Physicians report that they or their staff spend 16.4 hours per week completing preauthorization requests—that’s two days out of a five-day work week.
But plans must use preauthorizations to help keep premiums and deductibles affordable for members, so many plans feel forced to weigh cost management and provider satisfaction goals against one another.
However, these don’t have to be contradictory—plans can modify the preauthorization process to accomplish both goals.
To make progress on both objectives, plans must recognize that they’re not the best messenger. Providers, trained in clinical care, are frustrated by the perceived results of preauthorizations—either an approval that they find unnecessary, or a denial that seemingly disrespects their clinical judgment.
Instead, plans can turn to other trusted clinical experts to communicate utilization requirements and make preauthorizations more palatable. Read on for three experts that plans can deploy as messengers for a provider-centric preauthorizations process.
Highmark, a Blues plan based in Pittsburgh, completely removed preauthorizations—as long as providers followed standard clinical guidelines.
Highmark informs their providers in their clinical oncology pathways program that the clinical treatment pathways are set by the National Comprehensive Cancer Network (NCCN), a nonprofit third-party alliance of cancer centers. Participating providers are required to adhere 80% of the time to part B drugs that are part the standardized pathways. And as long as providers follow the pathway, they get preauthorizations waived for 40 chemotherapy drugs.
Highmark has seen a 10% reduction in medical spend across the 30 participating practices, and both providers and patients are happier because treatments can start 36-48 hours earlier.
L.A. Care, a Medicaid plan in California, automatically approves preauthorizations for specialty referrals—as long as the PCP gets a second opinion from an in-network specialist.
The PCP has to use L.A. Care’s online messaging platform to ask the specialist if the specialist visit is warranted, and if so, what labs or tests the specialist would want in advance. The eConsult tool allows the PCP to search through all in-network specialists and securely send patient details to the specialist of the PCP’s choice.
This process still guarantees that PCPs are only making necessary specialist referrals, but PCPs no longer have to deal with tedious authorization requests. Instead, a fellow provider serves as the approver—and can give clinically sound alternatives when no referral is necessary.
L.A. County Department of Health Services also implemented a similar portal and saw 150K consults and a 25-48% decrease in number of specialist visits.
Independent Health Plan (IHA), a large plan in western New York, delegated preauthorization to a provider practice—but only after supplying them with cost information for a drug class with wide cost variation.
The participating urology practice, also involved in one of IHA’s value-based payment programs, was surprised to see IHA’s data on the wide variation in price for different testosterone drugs. After the plan highlighted the potential savings opportunity, the provider practice’s steering committee drafted new prescribing protocols for their physicians and the reimbursement model around them.
In the first year of the program, providers saved IHA $1.2 million dollars and earned $1 million in savings. The provider practice designed the restrictions and benefited from the savings.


• Task objective
Return the data below exactly, minus the pictures.

___ Information given

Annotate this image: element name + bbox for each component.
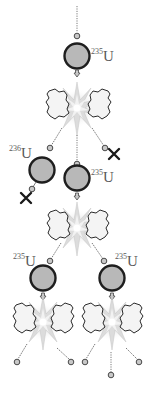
- fission-event-3-left: [13, 296, 74, 350]
- released-neutrons-1: [47, 128, 119, 167]
- element-symbol: U: [103, 169, 114, 185]
- fission-chain-diagram: [0, 0, 156, 400]
- fission-fragment-icon: [51, 303, 74, 333]
- fission-fragment-icon: [13, 303, 36, 333]
- element-symbol: U: [25, 253, 36, 269]
- nucleus-u235-gen3-left: [31, 266, 56, 301]
- element-symbol: U: [21, 145, 32, 161]
- arrow-down-icon: [74, 193, 80, 200]
- fission-event-3-right: [82, 296, 143, 350]
- isotope-label-u235-gen1: 235U: [91, 49, 114, 64]
- mass-number: 236: [9, 144, 21, 153]
- fission-fragment-icon: [88, 89, 111, 119]
- absorbed-x-icon: [109, 149, 119, 159]
- arrow-down-icon: [74, 70, 80, 77]
- fission-event-1: [46, 82, 111, 136]
- incoming-neutron-path: [74, 6, 80, 39]
- nucleus-u236-gen2: [21, 158, 55, 204]
- fission-fragment-icon: [86, 210, 109, 240]
- isotope-label-u235-gen3-left: 235U: [13, 254, 36, 269]
- isotope-label-u235-gen3-right: 235U: [115, 254, 138, 269]
- fission-fragment-icon: [120, 303, 143, 333]
- mass-number: 235: [91, 168, 103, 177]
- nucleus-u235-gen2: [65, 166, 90, 201]
- element-symbol: U: [103, 48, 114, 64]
- fission-fragment-icon: [82, 303, 105, 333]
- isotope-label-u236-gen2: 236U: [9, 146, 32, 161]
- fission-fragment-icon: [47, 210, 70, 240]
- released-neutrons-3: [14, 344, 142, 378]
- mass-number: 235: [115, 252, 127, 261]
- absorbed-x-icon: [21, 193, 31, 203]
- neutron-icon: [74, 33, 80, 39]
- isotope-label-u235-gen2: 235U: [91, 170, 114, 185]
- fission-event-2: [47, 202, 109, 256]
- mass-number: 235: [91, 47, 103, 56]
- element-symbol: U: [127, 253, 138, 269]
- fission-fragment-icon: [46, 89, 69, 119]
- nucleus-u235-gen3-right: [100, 266, 125, 301]
- nucleus-u235-gen1: [65, 44, 90, 78]
- mass-number: 235: [13, 252, 25, 261]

______

• Exercise solution
Annotate this image: element name + bbox for each component.
- fission-event-3-left: [13, 296, 74, 350]
- released-neutrons-1: [47, 128, 119, 167]
- element-symbol: U: [103, 169, 114, 185]
- fission-chain-diagram: [0, 0, 156, 400]
- fission-fragment-icon: [51, 303, 74, 333]
- fission-fragment-icon: [13, 303, 36, 333]
- element-symbol: U: [25, 253, 36, 269]
- nucleus-u235-gen3-left: [31, 266, 56, 301]
- element-symbol: U: [21, 145, 32, 161]
- arrow-down-icon: [74, 193, 80, 200]
- fission-event-3-right: [82, 296, 143, 350]
- isotope-label-u235-gen1: 235U: [91, 49, 114, 64]
- mass-number: 236: [9, 144, 21, 153]
- fission-fragment-icon: [88, 89, 111, 119]
- absorbed-x-icon: [109, 149, 119, 159]
- arrow-down-icon: [74, 70, 80, 77]
- fission-event-1: [46, 82, 111, 136]
- incoming-neutron-path: [74, 6, 80, 39]
- nucleus-u236-gen2: [21, 158, 55, 204]
- fission-fragment-icon: [86, 210, 109, 240]
- isotope-label-u235-gen3-left: 235U: [13, 254, 36, 269]
- isotope-label-u235-gen3-right: 235U: [115, 254, 138, 269]
- fission-fragment-icon: [120, 303, 143, 333]
- mass-number: 235: [91, 168, 103, 177]
- nucleus-u235-gen2: [65, 166, 90, 201]
- element-symbol: U: [103, 48, 114, 64]
- fission-fragment-icon: [82, 303, 105, 333]
- isotope-label-u236-gen2: 236U: [9, 146, 32, 161]
- fission-fragment-icon: [47, 210, 70, 240]
- released-neutrons-3: [14, 344, 142, 378]
- mass-number: 235: [115, 252, 127, 261]
- absorbed-x-icon: [21, 193, 31, 203]
- neutron-icon: [74, 33, 80, 39]
- isotope-label-u235-gen2: 235U: [91, 170, 114, 185]
- fission-event-2: [47, 202, 109, 256]
- mass-number: 235: [91, 47, 103, 56]
- element-symbol: U: [127, 253, 138, 269]
- fission-fragment-icon: [46, 89, 69, 119]
- nucleus-u235-gen3-right: [100, 266, 125, 301]
- nucleus-u235-gen1: [65, 44, 90, 78]
- mass-number: 235: [13, 252, 25, 261]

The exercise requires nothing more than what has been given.